Light-winged and sharp-eyed, the Laughing Gull drifts along Tobago’s coasts like a restless sentinel of the sea. It is the only true “seagull” that calls our islands home, and it carries the spirit of the shoreline in every deliberate beat of its wings.

During the breeding season from April to August, its head darkens to a rich slate-grey, a hood of purpose worn only for a few months each year. By the time the season softens, that same head turns white again, the bird slipping back into the calmer colours of its off-season life. Grey upperparts, black-tipped wings, and clean white underparts complete its simple, striking design, elegant without effort.

Unlike the quick, darting terns, the Laughing Gull flies with an easy, unhurried rhythm, gliding low over the waves as if listening to the heartbeat of the sea. It feeds on fish and drifting marine life, plucking its meals from the water’s skin.
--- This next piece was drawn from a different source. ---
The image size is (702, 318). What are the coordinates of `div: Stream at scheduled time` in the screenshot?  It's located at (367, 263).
Yet it is also a watcher of shorelines, a patient scavenger that knows the secrets of human tides just as well as the ocean’s.

Across the eastern Gulf of Paria from Caroni Swamp to San Fernando, they gather in great numbers, filling the sky with their bright calls. In Tobago, they wheel above Scarborough’s harbour or linger near Plymouth, waiting for fishing boats to signal a feast. One bird lifts, then another, and when a distant flock begins to circle, the entire company rises at once as an airborne chorus pulled toward opportunity.
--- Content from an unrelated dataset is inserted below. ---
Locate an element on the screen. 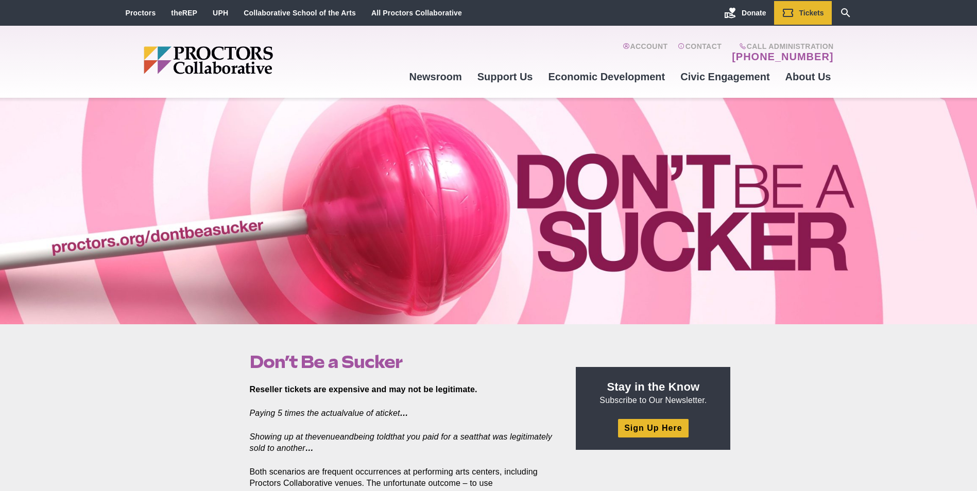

Their nests are nothing more than shallow bowls pressed into the earth on small offshore islets. The young hatch brown and dusky, soft against the wind, learning early the language of sky and surf.

Many of these gulls spend their days perched on the beams of fishing vessels, resting like pale sentries. They watch for the subtle movements of other seabirds, for the telltale shimmer of a shoal. And when the sea stirs with life, they leave in one fluid wave, grey, white, and black, sweeping toward the horizon.

The Laughing Gull is more than a familiar silhouette on our coast.

It is the pulse of the shoreline, a companion of fishermen, a wanderer of the tidal edge, and a small, bright reminder that nature’s stories unfold even where the land meets the restless sea.